Activists from Reporters Without Borders hang a poster of Syrian President Bashar Assad in Paris to mark World Press Freedom Day. (Kenzo Tribouillard / AFP/ Getty Images / May 3, 2013) |
Syria is the deadliest country in the world for journalists, Amnesty International said in a newly released report. At least 46 people have been slain while reporting on its civil conflict between March 2011 and late April 2013, most of them Syrian nationals, according to UNESCO.
Journalists have come under fire from both government forces and rebels, some of them deliberately targeted for their work. Government forces are believed to have abducted, tortured and killed reporters, according to testimony gathered by Amnesty. Opposition fighters have publicly threatened journalists deemed sympathetic to the Syrian government and celebrated when they were attacked. At least seven journalists are now missing in Syria, according to the Agence France-Presse.
The government clampdown on foreign and local journalists has spurred citizen reporters to take up cameras to document the carnage in their neighborhoods, exposing themselves to added risk. The barrage of violent attacks on journalists “may amount to war crimes,” the human rights group wrote.

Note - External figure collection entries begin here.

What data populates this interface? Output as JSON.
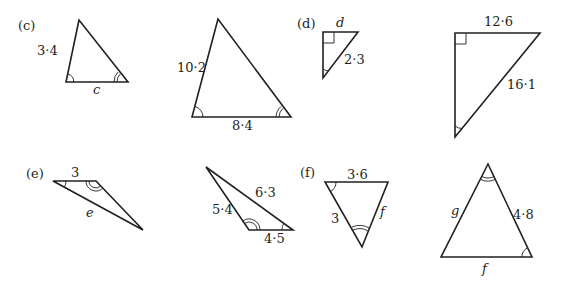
{
  "parts": {
    "c": {
      "label": "(c)",
      "small": {
        "side_left": "3·4",
        "side_bottom": "c"
      },
      "large": {
        "side_left": "10·2",
        "side_bottom": "8·4"
      }
    },
    "d": {
      "label": "(d)",
      "small": {
        "side_top": "d",
        "hypotenuse": "2·3"
      },
      "large": {
        "side_top": "12·6",
        "hypotenuse": "16·1"
      }
    },
    "e": {
      "label": "(e)",
      "small": {
        "side_top": "3",
        "side_long": "e"
      },
      "large": {
        "side_left": "5·4",
        "side_long": "6·3",
        "side_bottom": "4·5"
      }
    },
    "f": {
      "label": "(f)",
      "small": {
        "side_top": "3·6",
        "side_left": "3",
        "side_right": "f"
      },
      "large": {
        "side_left": "g",
        "side_right": "4·8",
        "side_bottom": "f"
      }
    }
  },
  "colors": {
    "ink": "#231f20",
    "background": "#ffffff"
  }
}
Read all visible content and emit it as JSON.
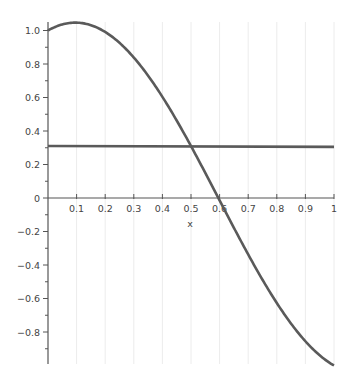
{
  "chart_data": {
    "type": "line",
    "title": "",
    "xlabel": "x",
    "ylabel": "",
    "xlim": [
      0,
      1
    ],
    "ylim": [
      -1.0,
      1.05
    ],
    "grid": {
      "vertical": true,
      "horizontal": false
    },
    "x_ticks": [
      "0.1",
      "0.2",
      "0.3",
      "0.4",
      "0.5",
      "0.6",
      "0.7",
      "0.8",
      "0.9",
      "1"
    ],
    "y_ticks": [
      "1.0",
      "0.8",
      "0.6",
      "0.4",
      "0.2",
      "0",
      "-0.2",
      "-0.4",
      "-0.6",
      "-0.8"
    ],
    "series": [
      {
        "name": "curve",
        "color": "#5a5a5a",
        "x": [
          0,
          0.05,
          0.1,
          0.15,
          0.2,
          0.25,
          0.3,
          0.35,
          0.4,
          0.45,
          0.5,
          0.55,
          0.6,
          0.65,
          0.7,
          0.75,
          0.8,
          0.85,
          0.9,
          0.95,
          1.0
        ],
        "y": [
          1.0,
          1.036,
          1.047,
          1.032,
          0.991,
          0.926,
          0.839,
          0.731,
          0.604,
          0.463,
          0.31,
          0.15,
          -0.014,
          -0.178,
          -0.337,
          -0.488,
          -0.627,
          -0.751,
          -0.855,
          -0.939,
          -1.0
        ]
      },
      {
        "name": "constant",
        "color": "#5a5a5a",
        "x": [
          0,
          1
        ],
        "y": [
          0.31,
          0.305
        ]
      }
    ]
  }
}
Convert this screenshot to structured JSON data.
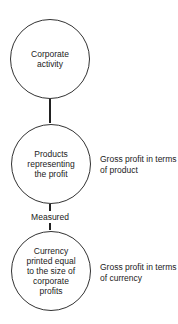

Those and other attacks made 2012 the deadliest one for journalists worldwide since the International Press Institute started systematically tracking journalists’ deaths in 1997.
On top of the dozens of reporters killed in Syria, at least 16 reporters were slain last year in Somalia, according to the group. Many appear to have been killed in retaliation for their work.
The Islamist militant group the Shabab is believed to be behind some of the killings, the Los Angeles Times' Robyn Dixon wrote last year, but warlords and powerful businessmen are also suspected.
“In Mogadishu, the atmosphere is very fearful and people wonder how they can continue doing their jobs. Many have stopped. They're afraid of being killed,” Rashid Abdullahi Haydar of the National Union of Somali Journalists told The Times. “Families are afraid too. They are saying, ‘Please stop this [journalism] because you have no rights and no protection. ’ ”
Iraq has failed to seek justice as its journalists are slain, the Committee to Protect Journalists said Thursday, giving it the worst ranking on its newly updated impunity index. No convictions have been obtained in 93 cases of journalists killed over the last decade, the group said, with “no sign that authorities are working to solve any of them.”
Somalia and the Philippines also ranked high on the committee's impunity list. In Somalia, authorities pledged this year to investigate killings of journalists, creating a task force to examine past slayings. In the Philippines, President Benigno Aquino III has made similar promises, but 55 slayings of journalists over the last decade remain unsolved, the committee said.
Other countries have fewer reported killings of journalists, but give journalists no freedom to do their work. Earlier this year, Reporters Without Borders ranked Eritrea,
Turkmenistan and North Korea last in its annual report on press freedom.
The three countries have repeatedly ranked last on that list, with little change seen in state control over the media. In January, Eritrean officials denied reports that dissident soldiers had taken over its Ministry of Information and broadcast demands for change.
Eritrea is “Africa’s biggest prison for journalists,” with at least 30 of them behind bars, Reporters Without Borders wrote. It added that although no journalists were killed last year, “some were left to die, which amounts to the same thing.” Since 2001, seven journalists have killed themselves while imprisoned or died because of prison conditions, according to the media freedom group.
In New York, U.N. Secretary-General Ban Ki-moon urged the world to ensure that journalists are able to do their jobs. “When it is safe to speak, the whole world benefits,” Ban said Thursday.